Published on 12:00 AM, February 02, 2012

Bangla in Arabic script


The creation of Pakistan was in a good number of ways the emergence of a dilemma.
There was, in the first place, the very modus vivendi on which the state had come into being. Carved out of India as a separate homeland for the Muslims of the subcontinent, the new state nevertheless was politically undermined by the fact that a very large number of Muslims, higher than the total population of Pakistan, stayed back in India.
In the second, of course, came the trauma of those who moved to Pakistan and of the tens of thousands of Hindus and Sikhs who made their way out of their ancestral homes in the newly carved country to independent India. Murder and mayhem compounded the issue.
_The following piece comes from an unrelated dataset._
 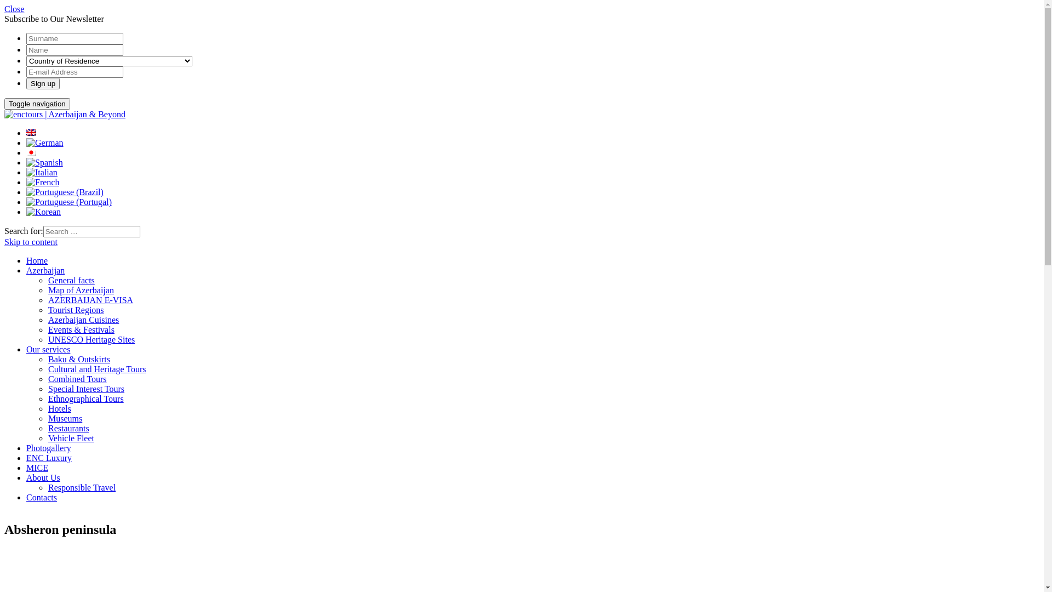 What do you see at coordinates (76, 310) in the screenshot?
I see `Tourist Regions` at bounding box center [76, 310].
In the aftermath of partition, the matter of what language Pakistan would adopt as its lingua franca gathered increasing importance.
There were those who suggested that with the new country comprising five provinces -- East Bengal, Punjab, Sind, Baluchistan and the North-West Frontier Province -- each of which had its own language, it made sense for Urdu to be adopted as a language that would bring the country together. Apart from this line of reasoning, there was the conviction, rather misplaced in many, that Urdu was the language of the Muslims and since Pakistan had been created as a homeland for Muslims, it was only natural that Urdu be spoken across the country.
Neither of the two arguments was acceptable to the Bangalees, who were beginning to see in the Urdu question a clear move aimed at doing away with their cultural heritage, indeed the very secular nature of their societal existence.
What was even more alarming was the suggestion by non-Bangalee scholars as well as politicians that the Arabic script be employed in writing Bangla. It was a well-calculated move, one that sought to bring into Bangla elements of Islam through a replacement of its Sanskrit roots which diehard Pakistanis saw as being symbolic of Hinduism. Predictably, the Bangalee elite were ready to send such a thought packing.
The early signs of a crisis over the language Pakistanis would speak at the state level loomed.